For daring to steal fire from the Gods, it is said, Prometheus was chained to a rock and sentenced to having his liver pecked out by birds.

Steve Jobs can relate.

Not only did Apple come awfully close to losing Jobs over the last few months, but he will never be truly out of the woods.

The bottom line is that Jobs is very lucky to be alive following a liver transplant. The first successful liver transplant took place in 1967, but it did not become common until the 1980s, with the introduction of cyclosporine.

About 6,000 liver transplants are now done each year in the U.S., but the waiting list for organs averages 17,000. Those waiting lists could be reduced as more donors can now survive having part of their liver removed for transplant.

How and why did Jobs jump the queue? He was dying dieing faster than others, the company now admits.

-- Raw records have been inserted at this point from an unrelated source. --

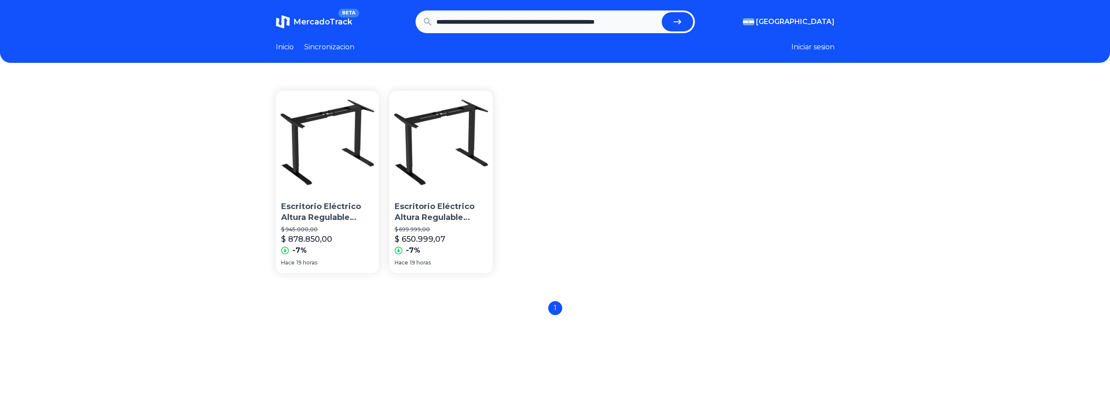 This screenshot has height=405, width=1110. I want to click on img: MercadoTrack, so click(283, 22).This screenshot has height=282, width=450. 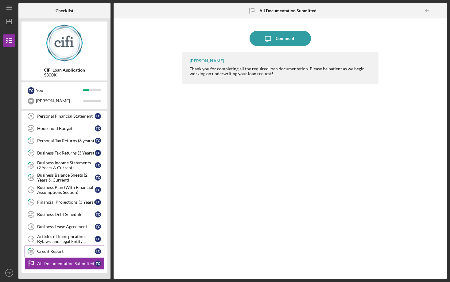 What do you see at coordinates (64, 251) in the screenshot?
I see `a: 20Credit ReportTC` at bounding box center [64, 251].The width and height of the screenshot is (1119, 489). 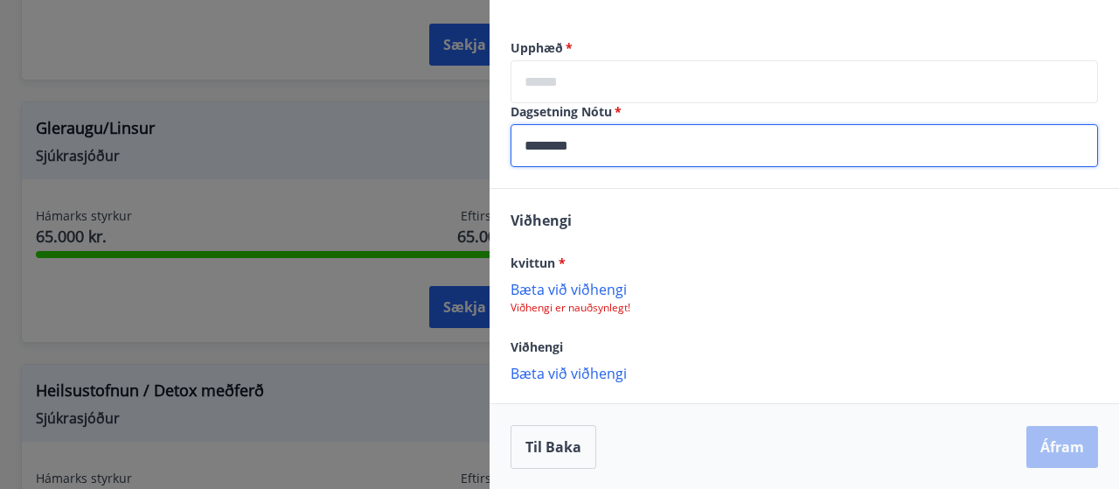 I want to click on label: Upphæð, so click(x=804, y=48).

Paul Argenti of Dartmouth's business school says Apple deserves to face SEC action for lying about failing to disclose Jobs' condition, which is the outgrowth of his 2004 pancreatic cancer.

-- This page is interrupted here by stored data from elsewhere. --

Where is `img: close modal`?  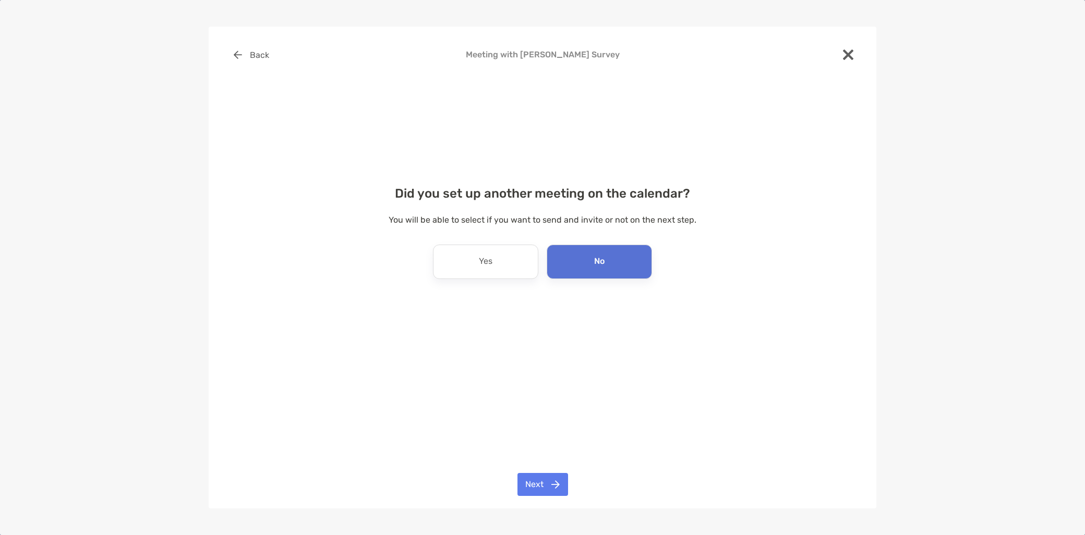
img: close modal is located at coordinates (848, 55).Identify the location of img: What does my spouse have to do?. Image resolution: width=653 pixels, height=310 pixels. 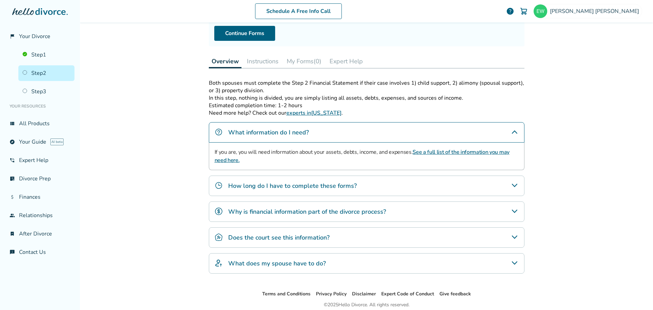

I hate to be one of those birds pecking at Prometheus, but I agree.

This would not be the first time for Jobs on the SEC's operating table. He was questioned in a scandal over the backdating of stock options, with Jobs later telling Forbes "nobody loves me."

That's not true at all. What we don't like, and what we shouldn't be made to like, is a lie material to our investment. Apple is as dependent on Jobs as any U.S. company since Walt Disney, and he spent months denying he was knock, knock, knockin on heaven's door.

Jobs' January letter, calling his condition a "nutritional problem," was a lie from beginning to end. A straight-out, bald-faced lie. I complained about this possibility a year ago, and repeat the complaint.

Why, Steve? Were you embarrassed? Not want us to make a fuss? Don't like get well cards? Or were you trying to boost your own fortunes in case the liver didn't come and you actually did die?

It's hard to have to ask these questions, even though Jobs is reportedly back at work, because he is, and will remain, a very sick man.  Jobs will have to take drugs that suppress his immune system for the rest of his life. He's got a 9 in 10 chance of still being with us in 2014.

But a bird's got to peck where a bird's got to peck. And if the journalism gods tell you to peck at Prometheus' liver, that's what you do.